** Material shown **

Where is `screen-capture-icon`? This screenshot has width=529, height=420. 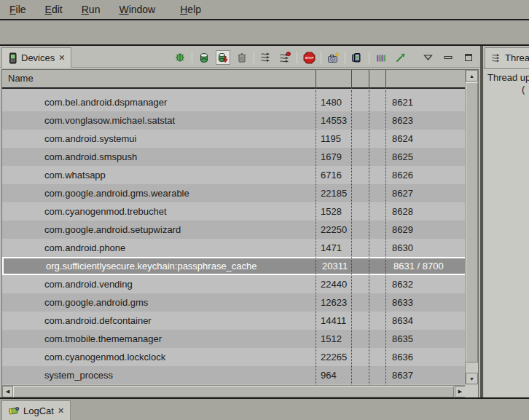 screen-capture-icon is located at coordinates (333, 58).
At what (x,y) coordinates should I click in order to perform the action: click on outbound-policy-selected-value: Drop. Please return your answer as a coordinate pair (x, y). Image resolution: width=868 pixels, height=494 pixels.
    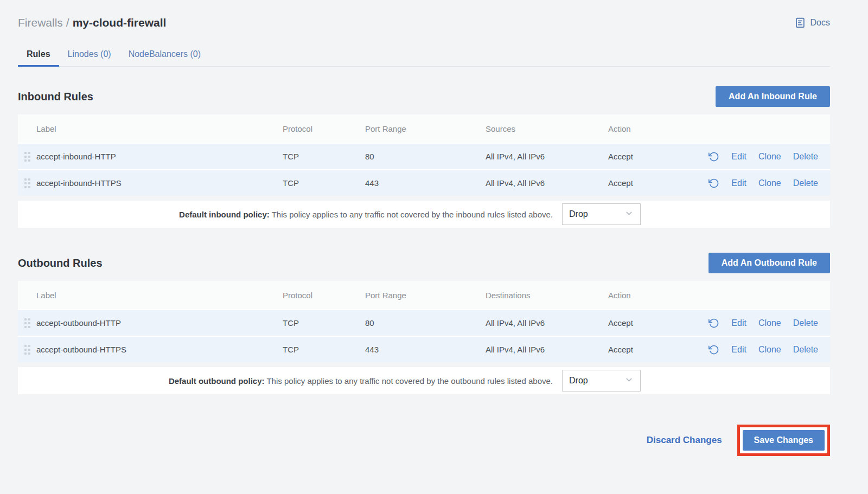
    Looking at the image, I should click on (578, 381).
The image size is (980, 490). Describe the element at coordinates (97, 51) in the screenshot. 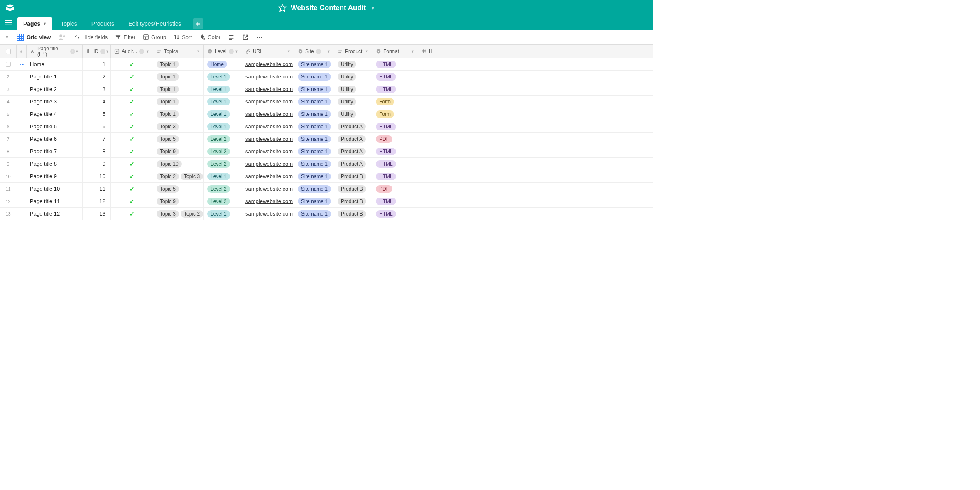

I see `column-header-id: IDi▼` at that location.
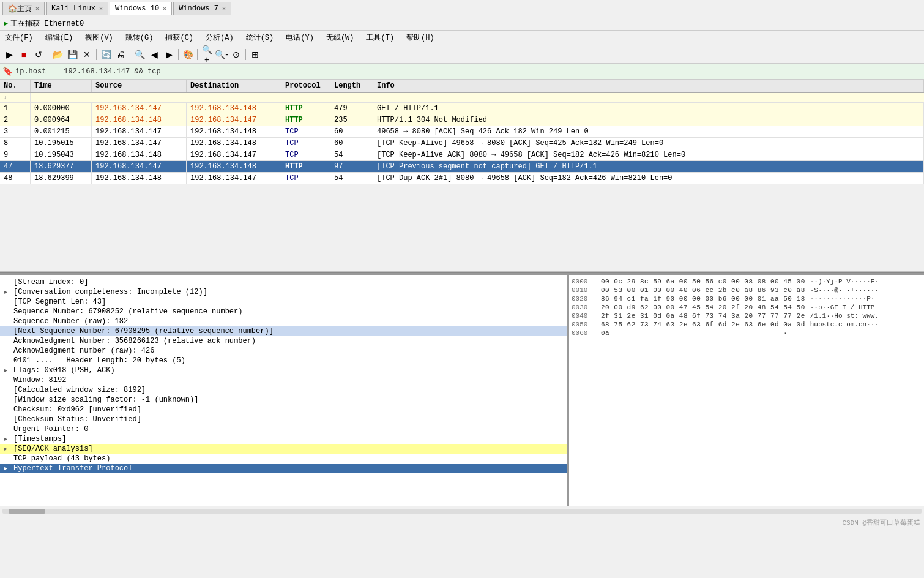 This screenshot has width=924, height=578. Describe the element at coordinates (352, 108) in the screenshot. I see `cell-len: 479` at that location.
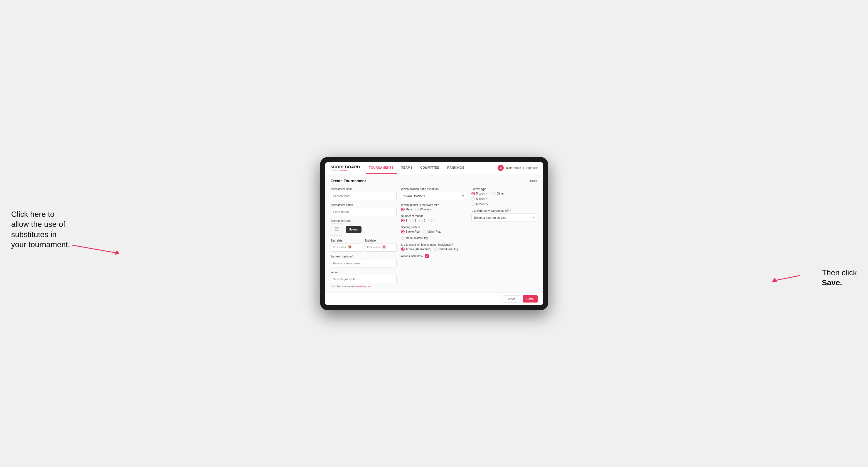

** Task prompt **
In the records above, find the line that contains "At what (x,y)" and retype it and all lines after it exactly, leaving out any pictures.

** Answer for the task **
At what (x,y) coordinates should I click in order to perform the action: click on outbound-policy-selected-value: Drop. Please return your answer as a coordinate pair (x, y). Image resolution: width=868 pixels, height=494 pixels.
    Looking at the image, I should click on (578, 381).
The image size is (980, 490). Describe the element at coordinates (97, 51) in the screenshot. 

I see `column-header-id: IDi▼` at that location.
 This screenshot has width=924, height=578. Describe the element at coordinates (352, 108) in the screenshot. I see `cell-len: 479` at that location.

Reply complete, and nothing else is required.